50 ohm single resistance became 100 ohm total, is this not twice the resistance, twice the work for the cell ?
Nope, it's actually half the "work" (the correct term here would be "power", as "work" is actually a technical thing and basically means energy - power is work over time) for the cell. I assume you're familiar with Ohm's Law at this point, yeah? So, voltage equals current times resistance: V = I*R. Plug in two values and you get the third.
If you connect a 50 ohm resistance to a 50 volt source, you get a current of 1 A: 50 = 50*I, the current, "I", can only be 1 A. If you connect a 100 ohm resistance instead, you get 50 = 100*I, I = 0.5 A...
(I guess I can work out the wattage knowing the voltage of the cell at that point and the resistance value of the resistor ?)
...at which point you can use whichever equation you prefer: P = R*I², P = V*I, P = V²/R to work out the power. For the first case, you're draining 1 A from a 50 V source, and that's a power of 50 W. Alternatively, that's a 50 ohm resistance connected to a 50 V source, and that's the same 50²/50 = 50 W, you get the idea.
For the second case, you're draining 0.5 A from a 50V source, so that's a power of 25 W. With greater resistance you get a lesser current, so the battery is giving out less power. Consider free air, with a resistance that you could call infinite for these purposes: infinite resistance, zero current, therefore zero power. If greater resistance meant greater power/stress/"work" from the battery, then batteries wouldn't hold a charge, just from standing there, since there would be infinite resistance from the air between their terminals, which would cause them to "work infinitely hard", so to speak, which in turn would immediately cause them to be depleted.
It might help a bit to think of a sometimes criticized, yet close enough for argument's sake, analogy: a battery is a water reservoir, the wires are pipes, voltage is the pressure, current is the water flow, resistance is a restriction to the water flow. The reservoir doesn't "work harder" when there's a restriction, there's just less water flowing through the pipes.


Your task is to copy every line of the records below that contains "floors".

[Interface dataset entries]
********************
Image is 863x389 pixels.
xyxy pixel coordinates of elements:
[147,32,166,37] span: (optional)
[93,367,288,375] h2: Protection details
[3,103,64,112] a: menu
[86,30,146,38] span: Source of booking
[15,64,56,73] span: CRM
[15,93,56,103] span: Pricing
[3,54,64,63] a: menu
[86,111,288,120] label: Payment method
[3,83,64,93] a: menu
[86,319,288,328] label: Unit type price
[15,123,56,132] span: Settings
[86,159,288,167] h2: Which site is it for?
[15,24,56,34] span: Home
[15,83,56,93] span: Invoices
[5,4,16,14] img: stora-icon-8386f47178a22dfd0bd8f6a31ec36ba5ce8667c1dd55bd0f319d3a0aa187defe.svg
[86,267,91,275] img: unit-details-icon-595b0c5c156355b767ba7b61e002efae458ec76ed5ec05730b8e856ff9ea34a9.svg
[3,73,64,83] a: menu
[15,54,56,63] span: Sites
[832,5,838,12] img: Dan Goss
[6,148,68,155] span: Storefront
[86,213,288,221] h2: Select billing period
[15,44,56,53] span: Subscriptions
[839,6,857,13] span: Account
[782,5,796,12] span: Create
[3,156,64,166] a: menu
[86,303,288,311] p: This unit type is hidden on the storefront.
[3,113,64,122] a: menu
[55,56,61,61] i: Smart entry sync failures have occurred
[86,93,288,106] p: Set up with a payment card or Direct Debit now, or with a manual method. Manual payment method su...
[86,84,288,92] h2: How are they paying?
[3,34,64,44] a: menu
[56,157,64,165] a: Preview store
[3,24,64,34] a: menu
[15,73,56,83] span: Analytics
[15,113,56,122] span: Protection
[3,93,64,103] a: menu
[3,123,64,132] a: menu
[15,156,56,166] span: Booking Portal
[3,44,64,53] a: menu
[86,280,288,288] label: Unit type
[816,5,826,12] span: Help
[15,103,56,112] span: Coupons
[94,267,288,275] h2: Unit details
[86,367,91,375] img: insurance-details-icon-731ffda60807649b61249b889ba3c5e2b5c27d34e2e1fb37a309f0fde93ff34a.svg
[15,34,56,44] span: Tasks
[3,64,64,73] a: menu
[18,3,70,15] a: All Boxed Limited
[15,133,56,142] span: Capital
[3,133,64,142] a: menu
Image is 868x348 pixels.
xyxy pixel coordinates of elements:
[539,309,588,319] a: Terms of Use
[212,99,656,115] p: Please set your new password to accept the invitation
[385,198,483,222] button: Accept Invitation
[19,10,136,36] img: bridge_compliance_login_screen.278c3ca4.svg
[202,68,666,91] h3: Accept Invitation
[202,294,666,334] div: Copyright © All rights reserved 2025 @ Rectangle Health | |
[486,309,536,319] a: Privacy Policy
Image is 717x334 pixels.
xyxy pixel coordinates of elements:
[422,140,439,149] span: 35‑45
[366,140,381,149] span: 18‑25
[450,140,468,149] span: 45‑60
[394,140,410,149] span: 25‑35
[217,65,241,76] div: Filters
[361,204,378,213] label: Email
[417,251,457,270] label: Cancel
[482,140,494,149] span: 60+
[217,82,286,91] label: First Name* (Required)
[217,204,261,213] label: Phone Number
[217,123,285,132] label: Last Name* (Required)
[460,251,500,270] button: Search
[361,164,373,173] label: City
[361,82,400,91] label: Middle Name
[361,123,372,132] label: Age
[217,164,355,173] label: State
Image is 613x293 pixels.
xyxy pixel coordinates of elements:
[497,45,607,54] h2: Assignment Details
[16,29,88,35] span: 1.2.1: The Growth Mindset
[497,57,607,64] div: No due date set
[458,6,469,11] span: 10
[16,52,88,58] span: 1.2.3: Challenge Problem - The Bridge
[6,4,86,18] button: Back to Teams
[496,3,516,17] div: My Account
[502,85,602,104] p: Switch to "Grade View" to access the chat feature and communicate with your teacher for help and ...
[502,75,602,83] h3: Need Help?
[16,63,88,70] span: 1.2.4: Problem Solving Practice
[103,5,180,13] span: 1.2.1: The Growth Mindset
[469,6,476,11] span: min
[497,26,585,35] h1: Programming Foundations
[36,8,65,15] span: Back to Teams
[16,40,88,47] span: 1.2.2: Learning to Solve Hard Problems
********************
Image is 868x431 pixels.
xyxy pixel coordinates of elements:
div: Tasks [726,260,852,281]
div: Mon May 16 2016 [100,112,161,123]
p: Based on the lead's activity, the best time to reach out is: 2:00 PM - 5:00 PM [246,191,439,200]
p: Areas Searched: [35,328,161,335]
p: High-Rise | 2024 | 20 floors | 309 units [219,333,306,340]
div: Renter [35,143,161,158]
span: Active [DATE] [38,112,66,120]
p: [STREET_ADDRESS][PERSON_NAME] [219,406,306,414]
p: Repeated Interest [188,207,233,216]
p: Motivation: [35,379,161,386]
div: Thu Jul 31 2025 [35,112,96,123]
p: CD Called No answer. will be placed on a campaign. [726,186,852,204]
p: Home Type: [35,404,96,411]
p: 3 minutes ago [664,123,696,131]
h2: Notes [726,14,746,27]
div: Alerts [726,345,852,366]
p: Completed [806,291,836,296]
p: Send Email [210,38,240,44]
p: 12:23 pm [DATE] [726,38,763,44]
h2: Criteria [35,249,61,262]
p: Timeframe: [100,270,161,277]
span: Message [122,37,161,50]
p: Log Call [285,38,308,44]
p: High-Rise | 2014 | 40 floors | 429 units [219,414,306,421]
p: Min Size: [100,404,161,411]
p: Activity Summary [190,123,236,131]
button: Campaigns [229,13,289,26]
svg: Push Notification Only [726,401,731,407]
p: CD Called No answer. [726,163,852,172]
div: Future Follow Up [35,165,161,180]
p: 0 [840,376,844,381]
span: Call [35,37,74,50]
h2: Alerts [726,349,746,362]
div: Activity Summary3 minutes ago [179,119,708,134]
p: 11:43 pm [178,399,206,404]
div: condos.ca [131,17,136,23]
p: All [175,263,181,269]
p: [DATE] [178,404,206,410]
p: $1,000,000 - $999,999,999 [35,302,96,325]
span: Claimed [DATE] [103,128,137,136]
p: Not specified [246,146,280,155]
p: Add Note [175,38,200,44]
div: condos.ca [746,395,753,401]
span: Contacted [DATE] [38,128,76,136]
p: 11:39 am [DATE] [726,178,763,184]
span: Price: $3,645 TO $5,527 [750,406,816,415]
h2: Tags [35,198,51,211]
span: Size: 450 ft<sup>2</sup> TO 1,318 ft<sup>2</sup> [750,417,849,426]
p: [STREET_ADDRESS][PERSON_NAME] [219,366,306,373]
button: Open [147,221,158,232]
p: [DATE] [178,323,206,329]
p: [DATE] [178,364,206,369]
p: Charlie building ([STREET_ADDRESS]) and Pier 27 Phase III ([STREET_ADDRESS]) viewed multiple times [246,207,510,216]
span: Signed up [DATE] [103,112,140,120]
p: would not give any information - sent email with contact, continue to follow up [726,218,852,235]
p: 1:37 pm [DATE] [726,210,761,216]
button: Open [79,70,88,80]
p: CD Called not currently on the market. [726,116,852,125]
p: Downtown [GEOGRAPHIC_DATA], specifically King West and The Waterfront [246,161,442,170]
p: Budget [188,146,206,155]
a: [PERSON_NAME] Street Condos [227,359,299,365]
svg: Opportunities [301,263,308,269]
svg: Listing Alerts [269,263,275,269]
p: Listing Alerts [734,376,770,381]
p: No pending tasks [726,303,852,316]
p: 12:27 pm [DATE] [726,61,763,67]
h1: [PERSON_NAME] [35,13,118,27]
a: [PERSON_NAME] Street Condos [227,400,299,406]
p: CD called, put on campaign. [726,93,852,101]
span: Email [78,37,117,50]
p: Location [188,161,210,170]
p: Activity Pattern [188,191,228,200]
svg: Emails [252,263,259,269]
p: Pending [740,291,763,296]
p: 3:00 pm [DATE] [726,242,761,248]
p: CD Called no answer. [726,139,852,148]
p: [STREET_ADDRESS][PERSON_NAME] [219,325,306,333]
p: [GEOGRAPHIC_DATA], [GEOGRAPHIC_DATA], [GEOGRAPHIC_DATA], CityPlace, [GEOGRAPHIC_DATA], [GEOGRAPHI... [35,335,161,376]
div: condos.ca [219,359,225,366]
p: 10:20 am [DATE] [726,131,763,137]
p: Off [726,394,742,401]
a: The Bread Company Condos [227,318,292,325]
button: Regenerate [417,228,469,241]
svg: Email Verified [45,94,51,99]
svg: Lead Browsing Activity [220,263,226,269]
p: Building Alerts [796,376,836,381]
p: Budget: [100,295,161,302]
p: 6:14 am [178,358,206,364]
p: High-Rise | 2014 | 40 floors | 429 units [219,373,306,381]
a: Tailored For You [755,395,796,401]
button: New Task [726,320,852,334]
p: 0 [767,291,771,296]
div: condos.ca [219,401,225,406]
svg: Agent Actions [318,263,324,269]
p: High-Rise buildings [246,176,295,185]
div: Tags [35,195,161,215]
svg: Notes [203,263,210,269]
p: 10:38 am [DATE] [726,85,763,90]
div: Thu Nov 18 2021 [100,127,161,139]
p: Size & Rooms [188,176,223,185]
********************
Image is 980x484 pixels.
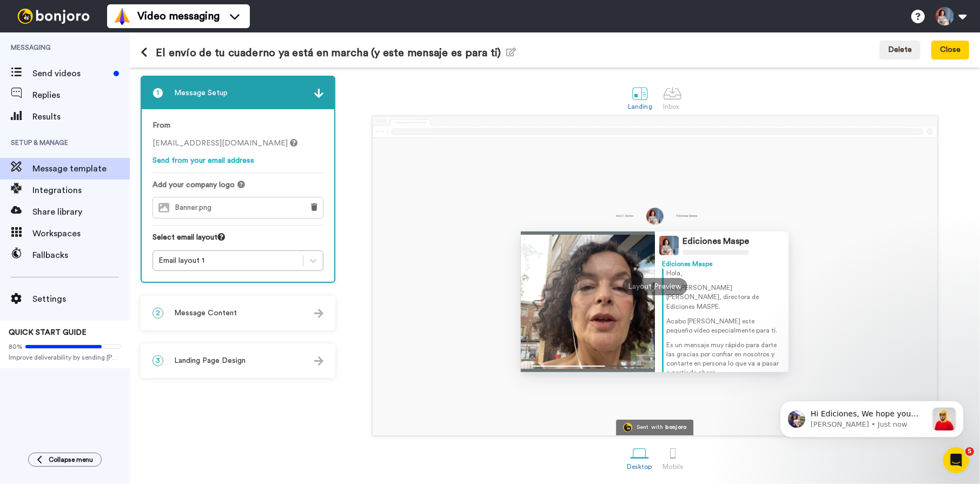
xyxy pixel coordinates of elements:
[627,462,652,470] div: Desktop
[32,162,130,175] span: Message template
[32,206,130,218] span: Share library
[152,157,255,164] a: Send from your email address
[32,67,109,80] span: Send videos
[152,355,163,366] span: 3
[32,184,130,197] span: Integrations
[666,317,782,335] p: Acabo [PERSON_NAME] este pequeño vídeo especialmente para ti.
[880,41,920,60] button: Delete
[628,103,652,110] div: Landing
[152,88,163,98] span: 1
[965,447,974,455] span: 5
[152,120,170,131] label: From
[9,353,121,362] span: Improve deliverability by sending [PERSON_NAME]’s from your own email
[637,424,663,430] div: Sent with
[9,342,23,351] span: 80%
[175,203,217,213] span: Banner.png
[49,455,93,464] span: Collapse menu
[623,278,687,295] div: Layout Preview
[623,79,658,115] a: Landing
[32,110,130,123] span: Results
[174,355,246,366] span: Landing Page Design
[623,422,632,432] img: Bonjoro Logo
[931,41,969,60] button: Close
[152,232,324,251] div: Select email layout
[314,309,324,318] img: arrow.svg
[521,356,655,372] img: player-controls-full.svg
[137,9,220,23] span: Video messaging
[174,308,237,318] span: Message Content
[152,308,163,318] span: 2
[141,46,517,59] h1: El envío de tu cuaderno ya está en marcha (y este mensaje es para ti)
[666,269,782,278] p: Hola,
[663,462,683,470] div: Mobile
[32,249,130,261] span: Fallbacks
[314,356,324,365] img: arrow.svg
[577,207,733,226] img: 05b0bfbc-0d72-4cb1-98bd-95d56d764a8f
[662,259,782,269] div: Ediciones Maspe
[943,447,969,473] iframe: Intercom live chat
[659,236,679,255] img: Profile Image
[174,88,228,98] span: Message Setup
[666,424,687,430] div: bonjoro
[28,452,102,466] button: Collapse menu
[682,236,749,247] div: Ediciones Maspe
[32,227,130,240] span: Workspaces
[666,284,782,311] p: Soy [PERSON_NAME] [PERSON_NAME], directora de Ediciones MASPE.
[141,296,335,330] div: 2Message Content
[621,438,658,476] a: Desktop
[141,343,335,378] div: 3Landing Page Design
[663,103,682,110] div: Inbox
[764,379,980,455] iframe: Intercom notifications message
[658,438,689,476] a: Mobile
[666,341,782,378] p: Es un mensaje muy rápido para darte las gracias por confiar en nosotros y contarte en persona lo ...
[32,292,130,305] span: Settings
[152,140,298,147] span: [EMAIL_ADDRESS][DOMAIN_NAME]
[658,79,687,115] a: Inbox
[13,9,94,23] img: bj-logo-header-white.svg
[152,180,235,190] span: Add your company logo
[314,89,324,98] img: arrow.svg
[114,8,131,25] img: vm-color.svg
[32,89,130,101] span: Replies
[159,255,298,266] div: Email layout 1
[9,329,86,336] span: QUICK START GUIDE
********************
* _Output_:
p: High-Rise | 2024 | 20 floors | 309 units [219,333,306,340]
p: High-Rise | 2014 | 40 floors | 429 units [219,414,306,421]
p: High-Rise | 2014 | 40 floors | 429 units [219,373,306,381]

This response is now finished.